The Family Business 3

Larry let loose a spurt of gunfire, and we heard someone drop outside the door. He’d hit at least one of them, but it was clear that there were more right behind him to pick up the fight.

I watched as another volley of bullets tore through the door. When there was a brief pause, I let off some rounds myself. Another thud and a loud “Fuck!” and I knew someone else was down.

Their return fire gained in intensity, and the windows in the room were blown out. The sound of shattering glass was accompanied by a large Crack! as the door splintered and one of X’s men tried to Rambo his way into the office. Knowing it would only be a matter of seconds before the others came charging in, I raised my gun and pulled the trigger, expecting to see a hail of bullets coming out of the muzzle. My heart dropped when all I heard was a clicking sound.

I heard Larry cry out in agony.

I looked over to see him lying on the ground. The Rambo dude was lying dead next to him, but Larry had obviously been shot in the process of taking him out.

Acting purely on instinct, I threw my useless gun in Larry’s direction and dove back under the desk just before two more soldiers burst into the room, weapons drawn.

I placed my hands over my ears and began crying. “Please, don’t shoot me! Oh, God! Please!” I forced tears out of my eyes.

One of the men turned sharply in my direction, his finger on the trigger of his weapon.

“Wait! Hold up.” Had his partner spoken up one second later, I would have had a bullet through my head. Even as the shooter lowered his weapon, he looked disappointed, like a shark who’d just missed a bloody feeding frenzy.

“Who are you?” the man who’d saved my life asked.

“I’m Sasha,” I answered quietly. The fear in my voice was only partially an act at this point.

“Sasha who?” he asked.

“Duncan. Please, what’s going on? Don’t hurt me.”

The men eyed each other, and the one with his gun on me smiled like he’d caught the big fish of the day.

That’s when a man in fatigues wearing schoolboy glasses appeared. “What’s going on?”

“She’s a Duncan,” the shooter said with a sinister grin, raising his weapon and aiming it at me. “Elijah, man, you gotta let me do her.”

“A Duncan, huh?” Elijah said. “Go check her out.”

The shooter walked over and snatched me up off the ground. “You got anything on you?”

I sniffed and choked back my tears, willing myself to keep up with the damsel in distress act. My life depended on it.

“Woman, I said do you have anything on you?” He flung me around like a rag doll as he started patting me down to look for weapons. Out of the corner of my eye I saw my gun lying next to Larry, and I thanked God I’d had the impulse to throw it away before I hid.

“Yo, careful, man,” Elijah said to him. “She’s just a woman, not one of the Duncans’ thugs. No need to manhandle her like that.”

I looked over at Elijah and made eye contact with him, wanting him to understand my gratitude. Obviously my tears had an effect on him, so I knew he was the one I needed to play up to. He could keep me safe in the presence of this thug who was itching to shoot me.

“She’s clean,” the trigger-happy one told Elijah, backing up and pointing the gun at me again. “What now?”

Elijah stared at me for a minute, then pulled out his phone and hit a couple of buttons. He kept his eyes on me as he placed the phone to his ear and waited for whoever he was calling to answer.

I shivered for added effect.

“Hey, Xavier,” he said into the receiver. “I have a Duncan.” He paused briefly to listen, and then ended the call with “Okay.”

“What did he say?” the gunman asked.

“Just what I thought he would,” Elijah responded. “He said to bring her to him now.”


#### ASSIGNED TASK
The expected answer is the set of lines in the data below between the line holding "You are a GUI" and the line holding "This screenshot has width=494, height=235.", inclusive, written out exactly.
RECORDS FOR THIS TASK START
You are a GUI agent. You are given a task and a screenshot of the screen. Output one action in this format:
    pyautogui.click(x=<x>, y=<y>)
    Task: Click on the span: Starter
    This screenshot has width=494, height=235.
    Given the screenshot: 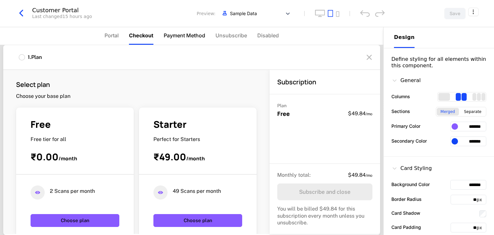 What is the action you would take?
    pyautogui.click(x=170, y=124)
RECORDS FOR THIS TASK END
RECORDS FOR THIS TASK START
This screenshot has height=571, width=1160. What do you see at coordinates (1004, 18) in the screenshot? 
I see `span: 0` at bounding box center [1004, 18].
RECORDS FOR THIS TASK END
#### TASK OUTPUT
You are a GUI agent. You are given a task and a screenshot of the screen. Output one action in this format:
    pyautogui.click(x=<x>, y=<y>)
    Task: Click on the span: Starter
    This screenshot has width=494, height=235.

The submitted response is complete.